Wildman

Raymond Joseph “Joey” Fonseca Jr. is a complex man. By vocation, the 61-year-old is a commercial fisherman. By avocation he can be called an articulate philosopher of the wilds.

A few years ago, his wife Georgine, whom everybody knows as Jeanie, began selling some of her husband’s fishing catch at farmers’ markets.

Joey grabbed the fascination of Richard McCarthy, the executive director of Market Umbrella, the group that oversaw the Crescent City Farmers Markets. He fondly dubbed Joey his “Wildman.”

McCarthy was the ultimate urban sophiscate. Fonseca was a creature of the swamps, who looks the part with his huge moustache, brushy eyebrows and sideburns, and cultivated frizz of long hair around his completely bald head — all set off by twinkling hazel eyes.

McCarthy was most impressed by Fonseca’s ability to produce wonderful things to eat from the swamps and marshes.

Fonseca ticked off some of his wild diet not, counting gran à volers: hogs, deer, champignons (aka oyster mushrooms), blackberries, thistle hearts, four kinds of turtles, frogs, rabbits and ducks.

“Pot roasted coon is good,” he added, “and nutria is really good. It’s kind of like armadillo — quite palatable.”

Yes, that’s the word he used.

All day long, he swigged from a bottle of homemade tea made from the leaves of a swamp bay tree.

“All seafood, of course: oysters, shrimp, crabs crawfish,” Fonseca went on. “I love catfish and bluegills, especially chinquapin. Sac-a-lait and bass are even better. I eat dried shrimp for breakfast every other day — my dad’s recipe.”

Father Raymond Sr. was a life-long commercial fisherman, as were all five of his brothers. Joey began fishing slat traps for catfish with his father when he was 15.

Joey and Jeanie have three sons and a daughter, all involved in commercial fishing.

Mark Anthony catfishes, crabs and guides for alligators; Michael Joseph focuses on catfish; Matthew Gabriel is primarily a crabber, but also catfishes; and Monica Theresa delivers seafood for the family business, DOAKK Seafood.

The initials stand for “Des Allemands Outlaw Katfish Kompany.”

“My wife hated that name. The banks and I love it,” Joey Fonseca grinned. “It reflects the heritage of Des Allemands catfish fishermen. We were branded outlaws by the biologists who created the laws.”

He takes perverse pleasure in the name because it beards the catfishermen’s antagonizers.

Wife Jeanie put a positive spin on the name with a slogan for the company: “Our catfish is so darn good that it ought to be against the law.”

“When we created the company, catfish was the main business,” Joey added. “Nowadays, I don’t fish catfish anymore, but we sell and deliver our sons’ catches through the company.”

Fonseca works in a season cycle. From January to June he fishes for crawfish in the Atchafalaya Basin out of Stephensville, driving an hour each way. From June to September he is a crabber.

During September he chases alligators. In October it’s back to crabs for a short period until he begins to shrimp, which he does through November.

December is given over to hunting. He loves to hunt “wild boars” to stock his freezer.

Being on the water is a lot more than a business to the fisherman with the heart of a poet. Partway through picking gran à voler seed pods, he stopped the boat, leaned over slightly, cupped one of the huge flowers in both hands and buried his face in it.

“That’s nose candy,” he said unselfconsciously. “I love it out here. You can call that an understatement. If I could move out here and live ….” he said. “But we all know it’s not like that.

“You can see the seasonal rotation of life. You can see, smell and touch it.”

About Jerald Horst 959 Articles
Jerald Horst is a retired Louisiana State University professor of fisheries. He is an active writer, book author and outdoorsman.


**ASSIGNMENT**
Give back the whole listing word for word and skip each picture.
◆ ◆ ◆ ◆
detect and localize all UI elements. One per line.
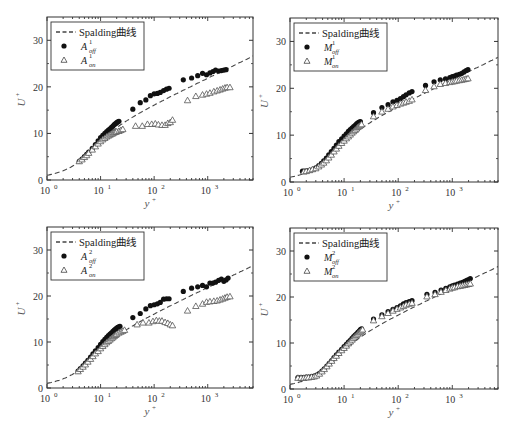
svg-text:0: 0: [297, 392, 301, 400]
svg-text:3: 3: [215, 391, 219, 399]
svg-text:1: 1: [351, 185, 355, 193]
filled-circle-icon: [61, 43, 66, 48]
x-axis-label: y: [144, 197, 150, 209]
x-tick-label: 10: [201, 393, 211, 404]
data-point: [184, 97, 190, 103]
y-axis-label: U: [258, 99, 270, 108]
svg-text:on: on: [332, 62, 339, 69]
figure-canvas: 0102030100101102103y+U+Spalding曲线A1offA1…: [0, 0, 519, 439]
series-m-on-2: [295, 280, 474, 380]
legend-label-spalding: Spalding曲线: [322, 237, 380, 249]
svg-text:+: +: [257, 94, 265, 98]
svg-text:1: 1: [332, 39, 335, 46]
data-point: [140, 319, 146, 325]
svg-text:2: 2: [332, 263, 335, 270]
data-point: [130, 315, 135, 320]
svg-text:on: on: [89, 61, 96, 68]
svg-text:2: 2: [405, 185, 409, 193]
data-point: [181, 77, 186, 82]
data-point: [138, 100, 143, 105]
legend-label-on: A: [80, 265, 88, 276]
x-axis-label: y: [388, 199, 394, 211]
x-tick-label: 10: [391, 187, 401, 198]
svg-text:+: +: [152, 404, 156, 412]
svg-text:0: 0: [54, 391, 58, 399]
svg-text:1: 1: [351, 392, 355, 400]
svg-text:3: 3: [459, 392, 463, 400]
data-point: [422, 87, 428, 93]
data-point: [193, 303, 199, 309]
data-point: [431, 83, 437, 89]
data-point: [130, 107, 135, 112]
y-tick-label: 20: [276, 83, 286, 94]
data-point: [189, 75, 194, 80]
data-point: [379, 109, 385, 115]
svg-text:0: 0: [297, 185, 301, 193]
chart-panel-top-left: 0102030100101102103y+U+Spalding曲线A1offA1…: [14, 17, 254, 209]
series-a-off-2: [75, 275, 230, 373]
data-point: [184, 308, 190, 314]
spalding-curve: [290, 57, 499, 177]
svg-text:2: 2: [89, 262, 92, 269]
x-tick-label: 10: [40, 393, 50, 404]
x-tick-label: 10: [201, 185, 211, 196]
svg-text:1: 1: [332, 53, 335, 60]
legend-label-spalding: Spalding曲线: [79, 236, 137, 248]
svg-text:+: +: [257, 303, 265, 307]
svg-text:2: 2: [161, 391, 165, 399]
legend-label-spalding: Spalding曲线: [79, 26, 137, 38]
chart-panel-bottom-left: 0102030100101102103y+U+Spalding曲线A2offA2…: [14, 227, 254, 417]
y-tick-label: 10: [276, 130, 286, 141]
data-point: [117, 324, 122, 329]
x-tick-label: 10: [40, 185, 50, 196]
legend-label-on: A: [80, 55, 88, 66]
data-point: [138, 311, 143, 316]
x-tick-label: 10: [147, 185, 157, 196]
y-tick-label: 30: [276, 246, 286, 257]
data-point: [370, 113, 376, 119]
x-tick-label: 10: [445, 394, 455, 405]
x-axis-label: y: [388, 406, 394, 418]
y-tick-label: 30: [276, 36, 286, 47]
legend-label-off: A: [80, 41, 88, 52]
svg-text:3: 3: [459, 185, 463, 193]
x-tick-label: 10: [391, 394, 401, 405]
filled-circle-icon: [304, 254, 309, 259]
x-tick-label: 10: [337, 394, 347, 405]
x-tick-label: 10: [94, 185, 104, 196]
x-tick-label: 10: [445, 187, 455, 198]
filled-circle-icon: [304, 44, 309, 49]
legend: Spalding曲线A2offA2on: [51, 232, 144, 280]
y-tick-label: 10: [33, 337, 43, 348]
data-point: [225, 275, 230, 280]
data-point: [223, 67, 228, 72]
data-point: [181, 289, 186, 294]
y-tick-label: 10: [33, 128, 43, 139]
data-point: [166, 86, 171, 91]
svg-text:2: 2: [89, 248, 92, 255]
legend: Spalding曲线M1offM1on: [294, 23, 387, 71]
legend-label-off: A: [80, 251, 88, 262]
y-tick-label: 10: [276, 338, 286, 349]
data-point: [143, 97, 148, 102]
series-m-on-1: [301, 75, 472, 174]
y-axis-label: U: [258, 307, 270, 316]
y-axis-label: U: [15, 306, 27, 315]
svg-text:1: 1: [108, 183, 112, 191]
y-tick-label: 30: [33, 245, 43, 256]
chart-panel-top-right: 0102030100101102103y+U+Spalding曲线M1offM1…: [257, 18, 499, 211]
svg-text:2: 2: [332, 249, 335, 256]
data-point: [166, 296, 171, 301]
svg-text:+: +: [396, 405, 400, 413]
data-point: [465, 67, 470, 72]
x-tick-label: 10: [94, 393, 104, 404]
svg-text:1: 1: [108, 391, 112, 399]
svg-text:+: +: [14, 93, 22, 97]
data-point: [132, 123, 138, 129]
y-axis-label: U: [15, 97, 27, 106]
legend: Spalding曲线A1offA1on: [51, 22, 144, 70]
data-point: [189, 286, 194, 291]
data-point: [195, 73, 200, 78]
series-a-off-1: [77, 67, 229, 164]
y-tick-label: 20: [276, 292, 286, 303]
◆ ◆ ◆ ◆
**THE ANSWER**
detect and localize all UI elements. One per line.
svg-text:0: 0: [297, 392, 301, 400]
svg-text:3: 3: [215, 391, 219, 399]
svg-text:1: 1: [351, 185, 355, 193]
filled-circle-icon: [61, 43, 66, 48]
x-axis-label: y: [144, 197, 150, 209]
x-tick-label: 10: [201, 393, 211, 404]
data-point: [184, 97, 190, 103]
y-axis-label: U: [258, 99, 270, 108]
svg-text:on: on: [332, 62, 339, 69]
figure-canvas: 0102030100101102103y+U+Spalding曲线A1offA1…: [0, 0, 519, 439]
series-m-on-2: [295, 280, 474, 380]
legend-label-spalding: Spalding曲线: [322, 237, 380, 249]
svg-text:+: +: [257, 94, 265, 98]
svg-text:1: 1: [332, 39, 335, 46]
data-point: [140, 319, 146, 325]
svg-text:2: 2: [332, 263, 335, 270]
data-point: [130, 315, 135, 320]
svg-text:on: on: [89, 61, 96, 68]
svg-text:2: 2: [405, 185, 409, 193]
data-point: [181, 77, 186, 82]
data-point: [138, 100, 143, 105]
legend-label-on: A: [80, 265, 88, 276]
x-axis-label: y: [388, 199, 394, 211]
x-tick-label: 10: [391, 187, 401, 198]
svg-text:+: +: [152, 404, 156, 412]
svg-text:0: 0: [54, 391, 58, 399]
svg-text:1: 1: [351, 392, 355, 400]
svg-text:3: 3: [459, 392, 463, 400]
data-point: [422, 87, 428, 93]
data-point: [193, 303, 199, 309]
data-point: [431, 83, 437, 89]
data-point: [130, 107, 135, 112]
y-tick-label: 20: [276, 83, 286, 94]
data-point: [189, 75, 194, 80]
data-point: [379, 109, 385, 115]
svg-text:0: 0: [297, 185, 301, 193]
chart-panel-top-left: 0102030100101102103y+U+Spalding曲线A1offA1…: [14, 17, 254, 209]
series-a-off-2: [75, 275, 230, 373]
data-point: [184, 308, 190, 314]
spalding-curve: [290, 57, 499, 177]
svg-text:2: 2: [89, 262, 92, 269]
x-tick-label: 10: [40, 393, 50, 404]
x-tick-label: 10: [201, 185, 211, 196]
svg-text:1: 1: [332, 53, 335, 60]
legend-label-spalding: Spalding曲线: [79, 236, 137, 248]
svg-text:+: +: [257, 303, 265, 307]
svg-text:2: 2: [161, 391, 165, 399]
legend-label-spalding: Spalding曲线: [79, 26, 137, 38]
chart-panel-bottom-left: 0102030100101102103y+U+Spalding曲线A2offA2…: [14, 227, 254, 417]
y-tick-label: 10: [276, 130, 286, 141]
data-point: [117, 324, 122, 329]
x-tick-label: 10: [40, 185, 50, 196]
legend-label-on: A: [80, 55, 88, 66]
data-point: [138, 311, 143, 316]
x-tick-label: 10: [147, 185, 157, 196]
y-tick-label: 30: [276, 246, 286, 257]
data-point: [370, 113, 376, 119]
x-tick-label: 10: [445, 394, 455, 405]
x-axis-label: y: [388, 406, 394, 418]
y-tick-label: 30: [276, 36, 286, 47]
legend-label-off: A: [80, 41, 88, 52]
svg-text:3: 3: [459, 185, 463, 193]
x-tick-label: 10: [391, 394, 401, 405]
filled-circle-icon: [304, 254, 309, 259]
x-tick-label: 10: [337, 394, 347, 405]
x-tick-label: 10: [94, 185, 104, 196]
x-tick-label: 10: [445, 187, 455, 198]
filled-circle-icon: [304, 44, 309, 49]
legend: Spalding曲线A2offA2on: [51, 232, 144, 280]
y-tick-label: 10: [33, 337, 43, 348]
data-point: [225, 275, 230, 280]
data-point: [223, 67, 228, 72]
data-point: [181, 289, 186, 294]
y-tick-label: 10: [33, 128, 43, 139]
data-point: [166, 86, 171, 91]
svg-text:2: 2: [89, 248, 92, 255]
legend: Spalding曲线M1offM1on: [294, 23, 387, 71]
legend-label-off: A: [80, 251, 88, 262]
y-tick-label: 10: [276, 338, 286, 349]
data-point: [143, 97, 148, 102]
series-m-on-1: [301, 75, 472, 174]
y-axis-label: U: [258, 307, 270, 316]
y-axis-label: U: [15, 306, 27, 315]
svg-text:1: 1: [108, 183, 112, 191]
y-tick-label: 30: [33, 245, 43, 256]
chart-panel-top-right: 0102030100101102103y+U+Spalding曲线M1offM1…: [257, 18, 499, 211]
svg-text:2: 2: [332, 249, 335, 256]
data-point: [166, 296, 171, 301]
svg-text:+: +: [396, 405, 400, 413]
data-point: [465, 67, 470, 72]
x-tick-label: 10: [94, 393, 104, 404]
svg-text:1: 1: [108, 391, 112, 399]
svg-text:+: +: [14, 93, 22, 97]
data-point: [132, 123, 138, 129]
y-axis-label: U: [15, 97, 27, 106]
legend: Spalding曲线A1offA1on: [51, 22, 144, 70]
data-point: [189, 286, 194, 291]
data-point: [195, 73, 200, 78]
series-a-off-1: [77, 67, 229, 164]
y-tick-label: 20: [276, 292, 286, 303]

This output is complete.